In a soothing voice, Willite Keyes explains to her brother Julius that she is his sister and that she is taking him to California to be near her and another brother.
In a few minutes, Julius Johnson, 74, may ask her again.
“Who are you?”
And she explains again. “I’m you’re sister.”
Then he’ll ask if he has other family members, too, and she’ll describe their large family in Memphis and their brother on the West Coast.
Keyes, 64 and Johnson’s youngest sibling, does so happily. It’s been more than 15 years since she laid eyes on her brother, now suffering from dementia.
She and brother Melvin Collier arrived in Denver over the weekend to take their oldest sibling home with them. Reunited after nearly half a century by the efforts of his apartment manager, the family is happy to have Johnson back, even if he does not remember all that well.
“He was my big brother and I idolized him,” she said. “He was always talked about.”
Johnson left Memphis in the 1950s for Oakwood College but was soon drafted. After two years in the Army he settled in Denver nearly 47 years ago. The family relied on handwritten letters and rare phone calls to keep in touch over the years.
“He was always a private person,” said Keyes, who also cared for their mother with dementia before she died nearly 15 years ago. “All we knew was that he was in Denver.”
A year ago, she and Collier received letters from Johnson that said he planned to move west to be closer. Keyes enthusiastically responded with a letter of her own, but there was no response.
So when her phone rang nearly a month ago and it was the manager of Johnson’s HUD-subsidized apartment building – Olin Hotel Apartments on Logan Street – she was relieved.
Johnson put a skillet on the stove and forgot about it, smoking out his apartment. His too-big pants fell to his ankles in the hall because he forgot a belt. He was found in the middle of the street near City Park, but didn’t know where he lived.
Normally, without a family contact, social services is called to place those who become ill in other facilities, but the manager, Jan Wright, pestered Johnson for a relative’s number.
“So many people wouldn’t have done that and just gone to social services,” Keyes said. “I thank God for her.”
Johnson realizes he is losing his memory and jokes about it with a big, toothless smile.
“I can’t even remember when I came into this room,” he says. “We’ll talk as long as we can and remember as long as we can.”
His sister fills in the gaps for him now. They were born in Memphis, have two other brothers and grew up picking berries, cherries and other produce during summers in Michigan.
Johnson remembers some details, like the faces of his mother and grandmother, confronting an angry rattlesnake during the war, being stationed at Fort Carson and that he was born in 1931.
Johnson will leave Denver on Tuesday with Collier on a train because he does remember that he does not like flying.
“I’m just a forgetful old man,” he says smiling. “I was a wanderer.”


**WHAT TO DO**
In the records that follow, show each line where the word "label" is present.

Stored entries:
┌────────

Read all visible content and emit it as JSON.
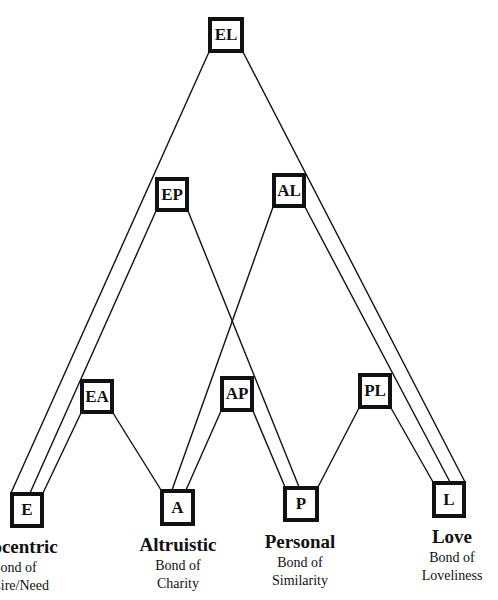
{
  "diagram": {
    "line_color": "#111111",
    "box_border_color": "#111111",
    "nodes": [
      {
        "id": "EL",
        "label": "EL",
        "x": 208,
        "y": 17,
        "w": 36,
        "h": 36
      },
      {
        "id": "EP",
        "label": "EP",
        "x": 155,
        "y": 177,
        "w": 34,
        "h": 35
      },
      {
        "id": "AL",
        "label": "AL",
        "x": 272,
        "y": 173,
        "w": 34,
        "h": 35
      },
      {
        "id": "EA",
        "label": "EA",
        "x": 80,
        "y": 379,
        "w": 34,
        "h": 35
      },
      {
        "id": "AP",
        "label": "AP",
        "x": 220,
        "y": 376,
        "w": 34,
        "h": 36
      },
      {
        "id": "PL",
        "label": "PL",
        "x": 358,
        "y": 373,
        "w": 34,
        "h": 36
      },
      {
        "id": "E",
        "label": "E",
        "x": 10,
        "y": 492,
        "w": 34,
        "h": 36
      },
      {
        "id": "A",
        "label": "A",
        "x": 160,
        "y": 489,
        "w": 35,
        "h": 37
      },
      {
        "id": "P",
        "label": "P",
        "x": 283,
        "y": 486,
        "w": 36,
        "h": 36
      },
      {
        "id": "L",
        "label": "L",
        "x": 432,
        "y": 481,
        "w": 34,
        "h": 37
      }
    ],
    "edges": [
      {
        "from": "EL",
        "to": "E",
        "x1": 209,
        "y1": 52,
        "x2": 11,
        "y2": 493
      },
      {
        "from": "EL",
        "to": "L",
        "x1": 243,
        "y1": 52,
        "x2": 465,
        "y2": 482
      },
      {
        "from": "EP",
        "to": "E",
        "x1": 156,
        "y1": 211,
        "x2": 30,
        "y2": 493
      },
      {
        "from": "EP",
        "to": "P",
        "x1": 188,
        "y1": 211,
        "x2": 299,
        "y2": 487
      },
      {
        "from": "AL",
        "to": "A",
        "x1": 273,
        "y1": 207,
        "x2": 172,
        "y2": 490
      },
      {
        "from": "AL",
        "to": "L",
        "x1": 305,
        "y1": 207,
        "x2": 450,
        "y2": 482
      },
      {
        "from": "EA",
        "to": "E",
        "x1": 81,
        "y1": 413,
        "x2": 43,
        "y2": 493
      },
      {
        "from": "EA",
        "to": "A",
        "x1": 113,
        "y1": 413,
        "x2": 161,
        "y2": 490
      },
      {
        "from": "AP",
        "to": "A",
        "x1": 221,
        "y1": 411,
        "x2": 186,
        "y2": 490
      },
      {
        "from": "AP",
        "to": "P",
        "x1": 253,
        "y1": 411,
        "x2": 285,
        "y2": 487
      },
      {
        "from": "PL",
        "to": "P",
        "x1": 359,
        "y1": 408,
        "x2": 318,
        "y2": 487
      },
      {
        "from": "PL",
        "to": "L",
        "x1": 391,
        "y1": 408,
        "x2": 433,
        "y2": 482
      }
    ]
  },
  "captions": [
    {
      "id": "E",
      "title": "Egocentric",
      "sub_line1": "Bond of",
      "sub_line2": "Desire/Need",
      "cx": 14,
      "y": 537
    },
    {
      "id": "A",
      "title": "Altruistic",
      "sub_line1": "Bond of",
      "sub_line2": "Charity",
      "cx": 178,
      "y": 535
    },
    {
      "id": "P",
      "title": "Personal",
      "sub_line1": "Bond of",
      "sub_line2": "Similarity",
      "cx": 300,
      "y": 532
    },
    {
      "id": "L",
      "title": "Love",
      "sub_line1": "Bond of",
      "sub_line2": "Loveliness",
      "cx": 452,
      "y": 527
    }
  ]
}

└────────

**ANSWER TO THIS EXERCISE**
        "label": "EL",
        "label": "EP",
        "label": "AL",
        "label": "EA",
        "label": "AP",
        "label": "PL",
        "label": "E",
        "label": "A",
        "label": "P",
        "label": "L",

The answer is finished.